Probe Window No Date

I use Splitter extensively to create resizable GUIs. However, if I create my resizable GUI and then my customer asks me to add parameters in a new pane on the left, I can't add to an existing GUI a splitter in the top of the hierarchy, i.e. a new vertical splitter that all the existing splitters will be on the right of the splitter and a new empty pane on the left. Any splitter I add will be added to the bottom of the existing hierarchy, and there is no way to change this. So to do this I basically need to rebuild the GUI again from scratch.

 

Another example, if this is my GUI:

scope.PNG

I can't add a status bar now, as any horizontal splitter I add will be inside an existing pane, and this can't be modified. However, if this idea were implemented, I could View splitter hierarchy and create a new horizontal splitter at the top of the hierarchy so that I would have my status bar without rewriting the whole thing.

 

 

Thanks,

Danielle

 

Suppose a front panel contains the three elements seen below, with the first one being selected.

1 (edited).png

 

 

 

 

 

 

 

 

 

 

 

 

In the situation above currently pressing Tab does nothing. It would be useful if, instead, pressing Tab would cycle the element selection to the next element in the tabbing order, as seen below.

2 (edited).png

 

 

 

 

 

 

 

 

 

 

 

 

If Tab was pressed again, it would cycle to the next element in the tabbing order, as seen below. And so on.

3 (edited).png

 

 

 

 

 

 

 

 

 

 

 

 

Notes

  • This idea would speed up development by enabling us to cycle through element selection without using the mouse.
  • When used in conjunction with the F2 idea, this would enable us to use Tab + F2 combinations to quickly cycle through elements and rename their labels and/or captions.
  • This idea could be extended to terminals on the block diagram. Suppose a terminal is selected on the block diagram, pressing tab would navigate to another terminal on the block diagram.
  • I'm aware that currently it is possible to use Tab or Shift+Tab to cycle between elements forwards or backwards when the VI is in Run Mode (Ctrl + M). While that is useful, this idea asks for more.

Thanks!

When setting up In Place Element structures, the current work flow is:

 

  • Drop the structure
  • Right click, add the node you want
  • Wire the reference / array / variant in

It would also be nice to wire the references I want to use to the border of my IPE structure, right click on the tunnel (c.f. for and while loop auto-indexing context, or shift register/tunnel) and select from a sensible list of incoming element types relevant to my incoming wire.

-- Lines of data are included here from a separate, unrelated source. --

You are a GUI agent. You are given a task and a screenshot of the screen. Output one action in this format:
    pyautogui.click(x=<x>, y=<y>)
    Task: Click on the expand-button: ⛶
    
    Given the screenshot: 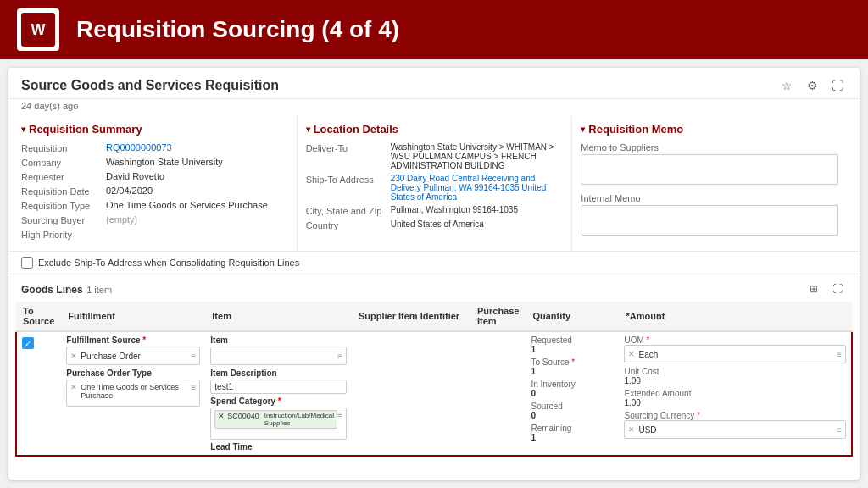 What is the action you would take?
    pyautogui.click(x=837, y=86)
    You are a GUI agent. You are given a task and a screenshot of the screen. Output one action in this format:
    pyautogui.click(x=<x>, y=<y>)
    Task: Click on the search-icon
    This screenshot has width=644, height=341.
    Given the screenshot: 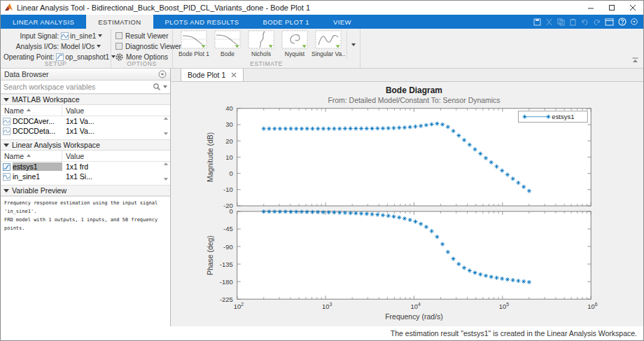 What is the action you would take?
    pyautogui.click(x=157, y=87)
    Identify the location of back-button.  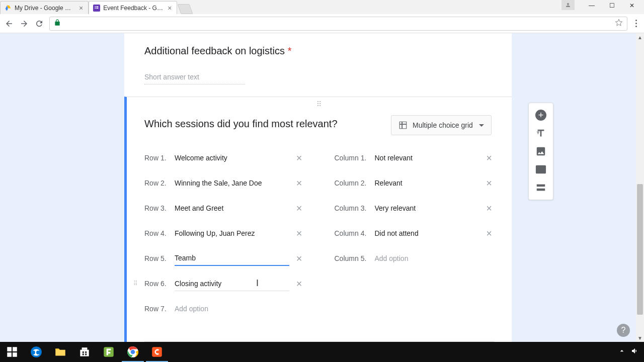
(9, 24). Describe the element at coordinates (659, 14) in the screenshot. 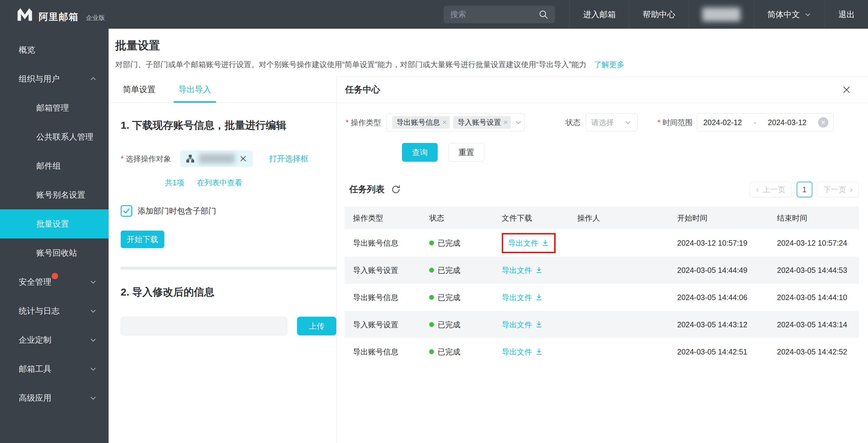

I see `help-center-link: 帮助中心` at that location.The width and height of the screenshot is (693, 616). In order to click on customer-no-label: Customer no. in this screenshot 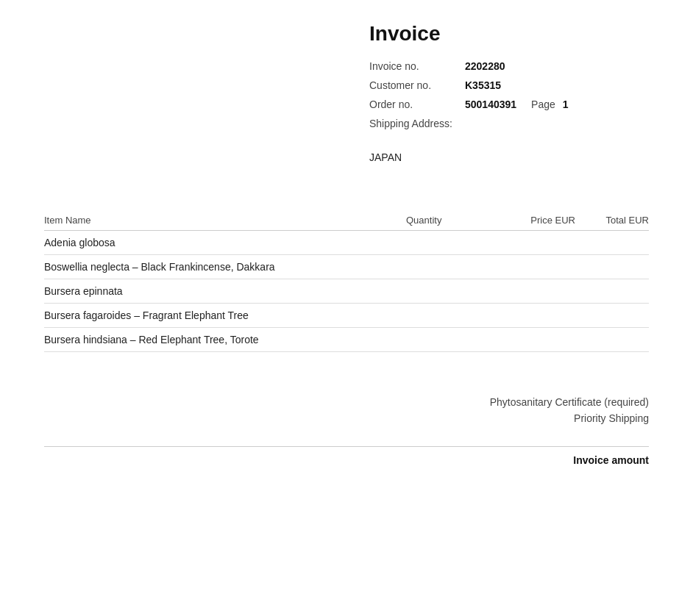, I will do `click(417, 85)`.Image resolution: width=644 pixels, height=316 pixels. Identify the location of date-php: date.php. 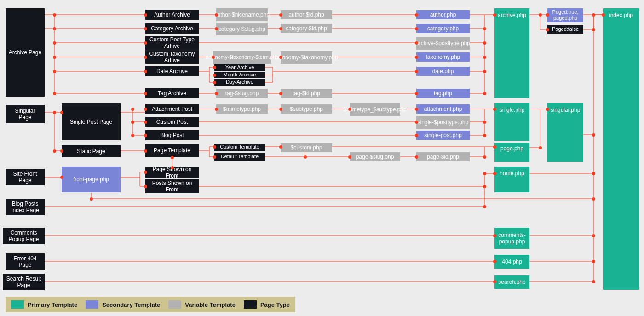
(443, 71).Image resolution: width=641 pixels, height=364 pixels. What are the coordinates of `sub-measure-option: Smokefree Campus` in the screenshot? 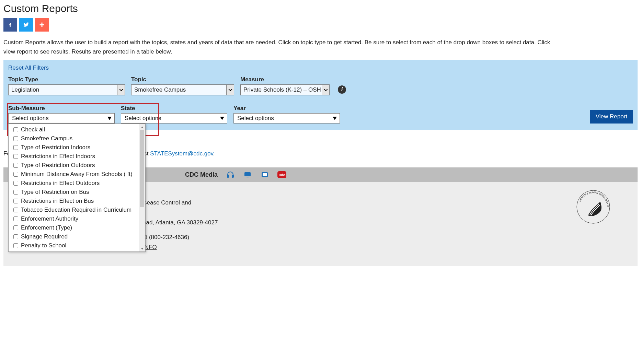 It's located at (77, 139).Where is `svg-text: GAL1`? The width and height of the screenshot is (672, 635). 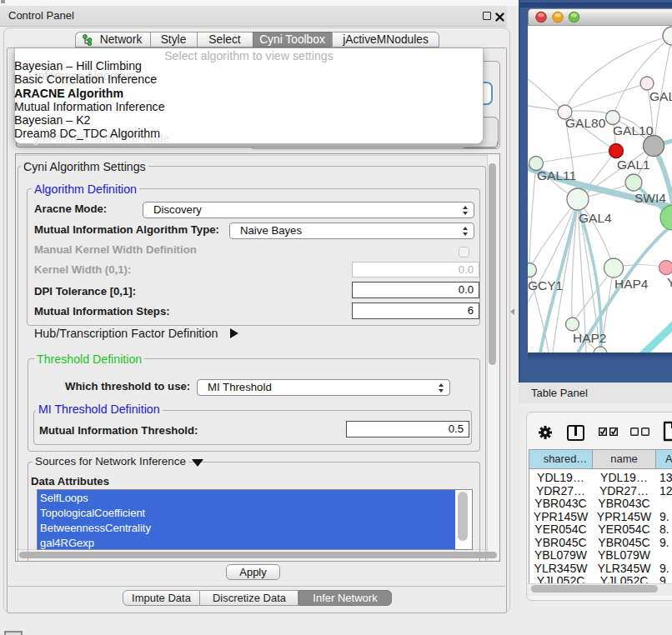
svg-text: GAL1 is located at coordinates (634, 165).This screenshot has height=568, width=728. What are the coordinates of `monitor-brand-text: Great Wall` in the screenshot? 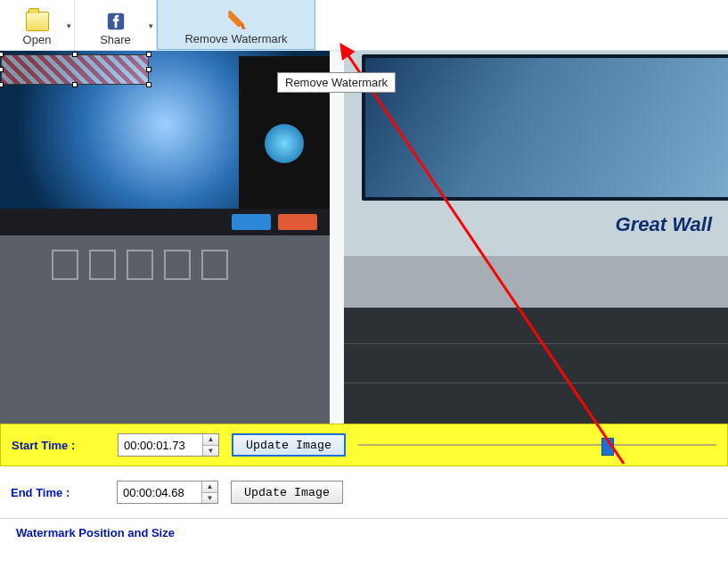 It's located at (664, 225).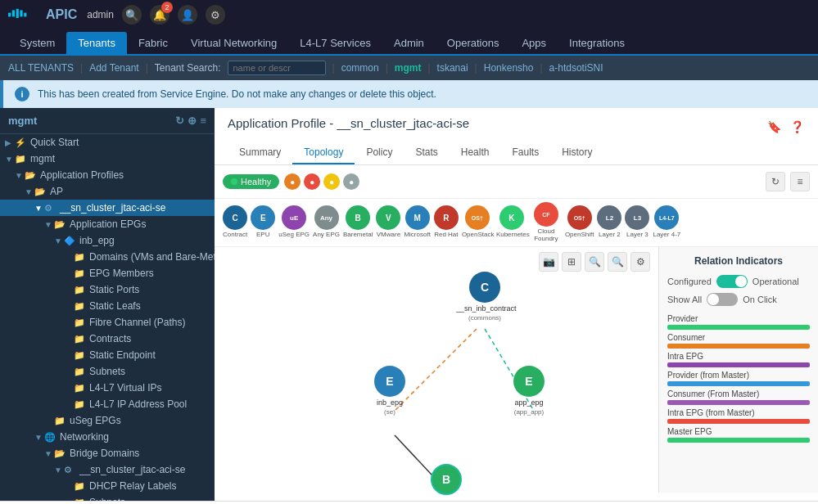 The image size is (818, 504). What do you see at coordinates (453, 68) in the screenshot?
I see `tenant-tskanai: tskanai` at bounding box center [453, 68].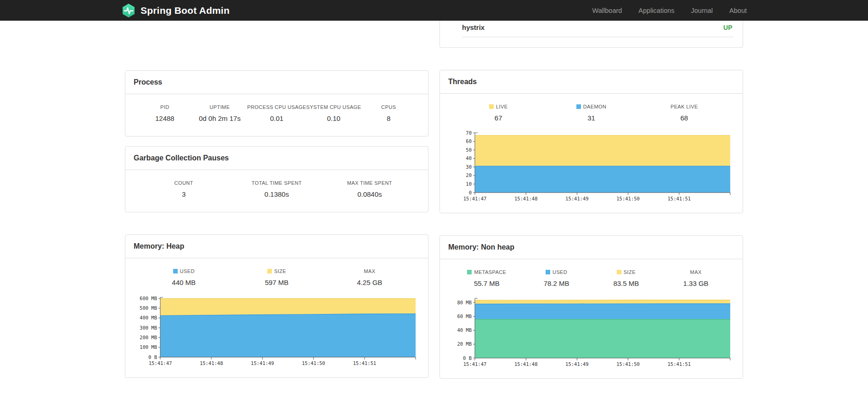  What do you see at coordinates (148, 328) in the screenshot?
I see `svg-text: 300 MB` at bounding box center [148, 328].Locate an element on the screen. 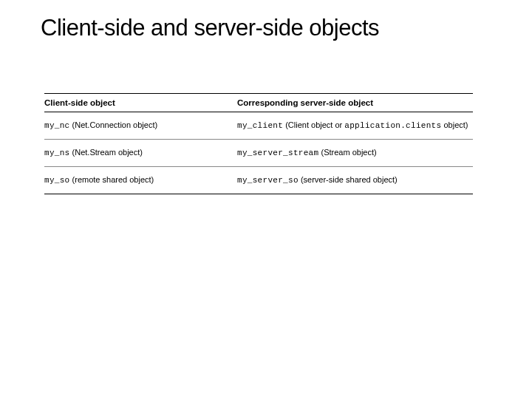 The image size is (532, 399). client-code: my_so is located at coordinates (58, 180).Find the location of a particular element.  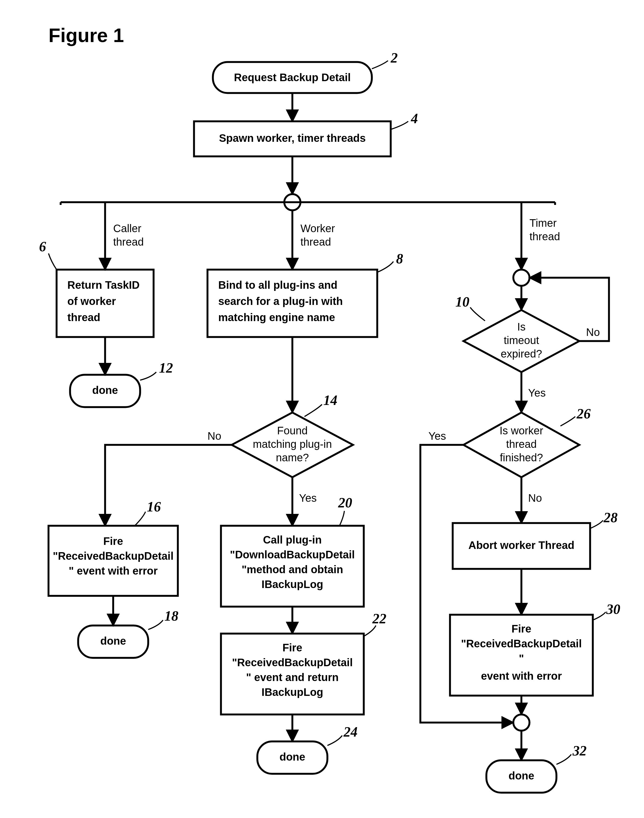

ref-18: 18 is located at coordinates (171, 616).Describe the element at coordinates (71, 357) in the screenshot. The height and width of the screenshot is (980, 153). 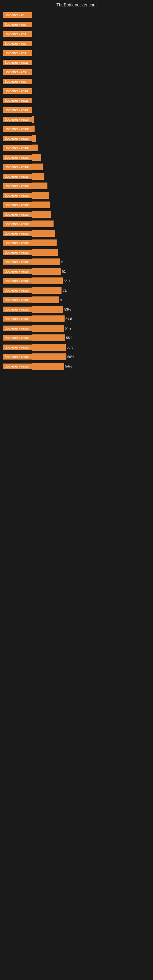
I see `bar-value: 56%` at that location.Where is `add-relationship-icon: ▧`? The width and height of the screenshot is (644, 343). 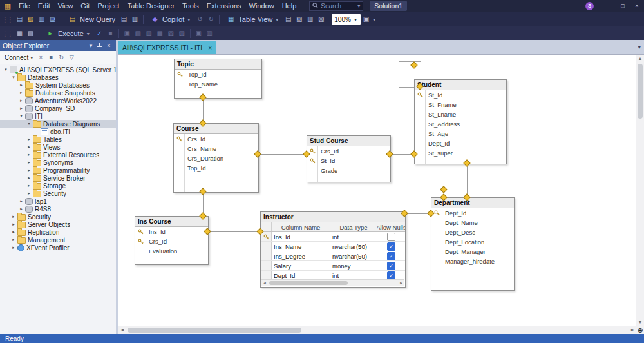
add-relationship-icon: ▧ is located at coordinates (299, 19).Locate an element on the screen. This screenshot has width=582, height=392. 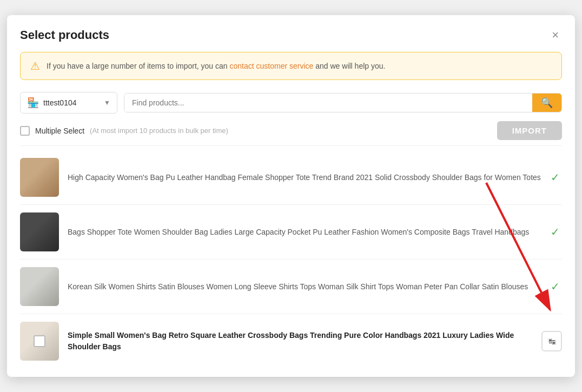
product-name: Korean Silk Women Shirts Satin Blouses W… is located at coordinates (305, 287).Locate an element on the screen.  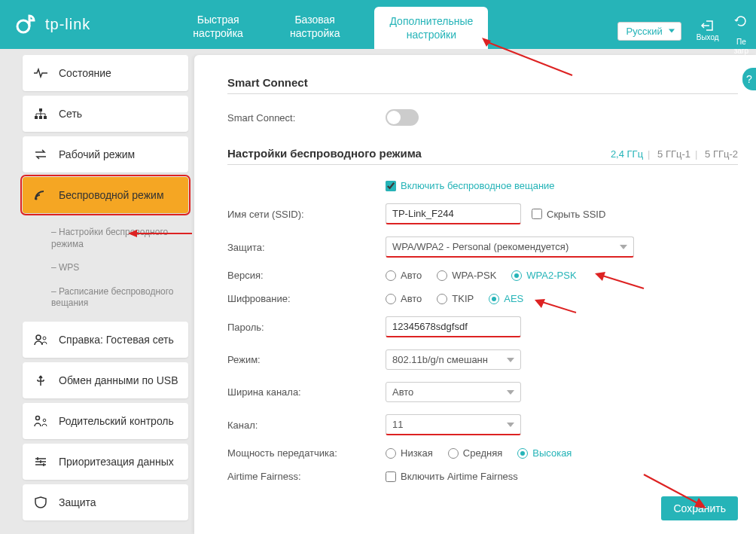
reboot-label: Пе загр is located at coordinates (741, 47).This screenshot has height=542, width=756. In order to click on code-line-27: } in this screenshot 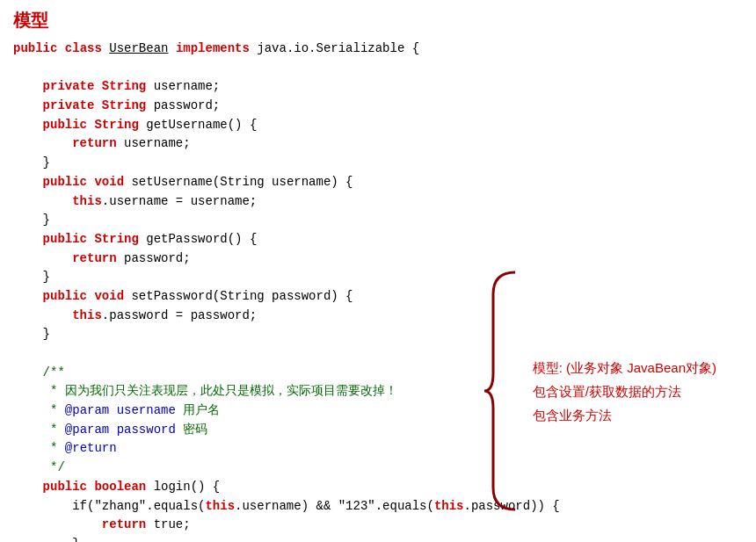, I will do `click(378, 538)`.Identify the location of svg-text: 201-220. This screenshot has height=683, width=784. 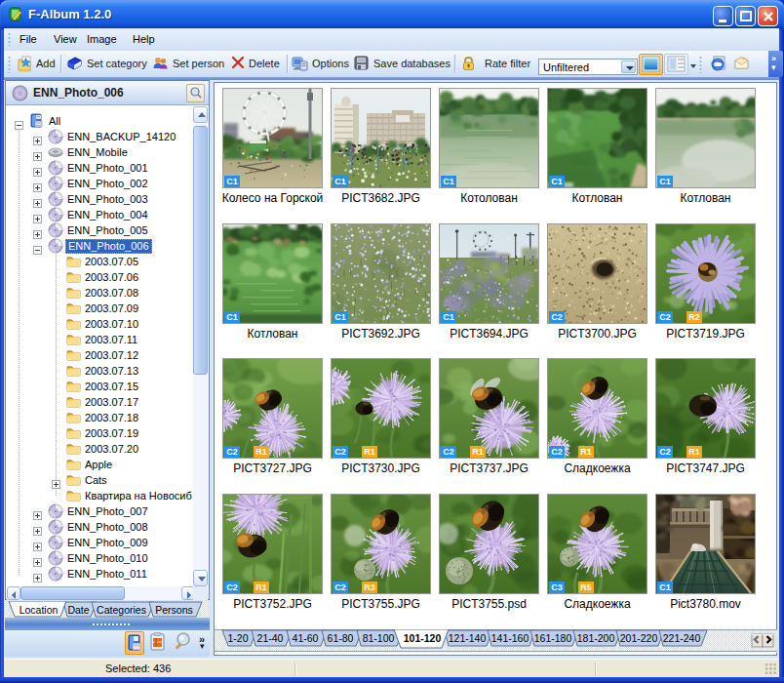
(640, 638). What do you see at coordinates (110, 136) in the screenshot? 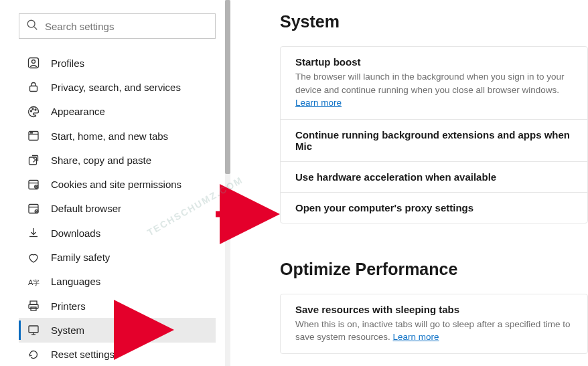
I see `sidebar-item-label: Start, home, and new tabs` at bounding box center [110, 136]. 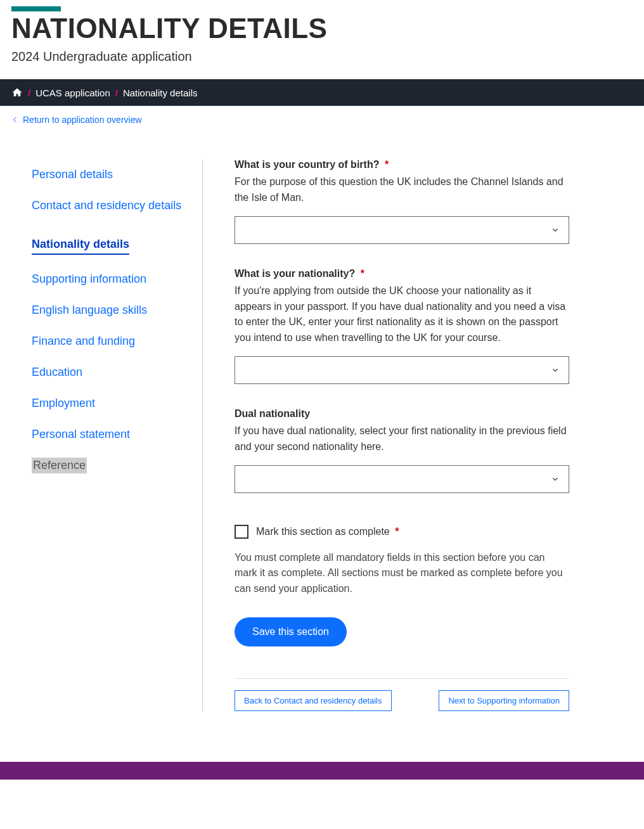 I want to click on nationality-label: What is your nationality?, so click(x=295, y=274). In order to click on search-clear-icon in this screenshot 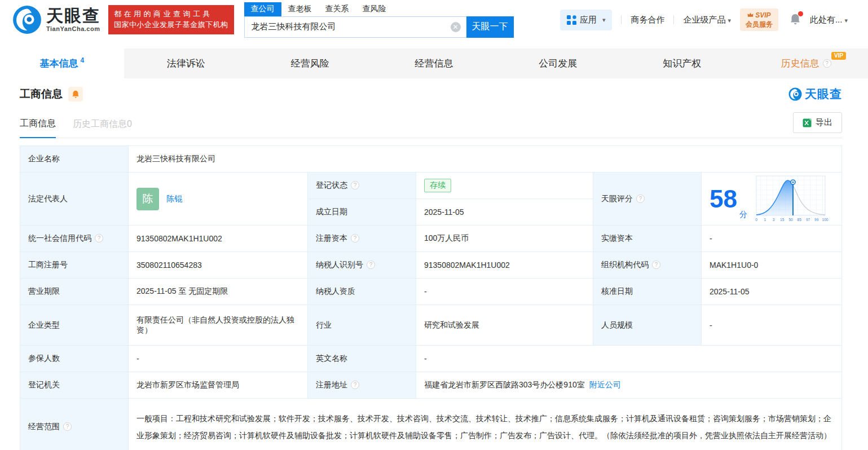, I will do `click(456, 27)`.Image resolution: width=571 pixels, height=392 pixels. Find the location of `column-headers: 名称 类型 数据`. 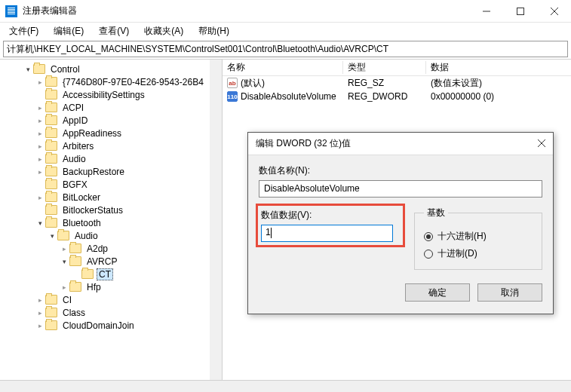

column-headers: 名称 类型 数据 is located at coordinates (397, 68).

This would be fantastic to see alongside similar ideas such as this or this.

dvr-rcm.png

If you build a PPL with a class and then probe the class wire, all you get is the name of the class, whereas probing a source class shows you its private data.

 

Currently the only way I'm aware of (hopefully I'm just ignorant on this matter) to see the private data is to create extra code to expose it in some form.  This also often requires the PPL in question to be rebuilt which can be a huge pain when trying to debug. If the PPL is built with debugging enabled, wouldn't it make sense to show the private data contents in probes?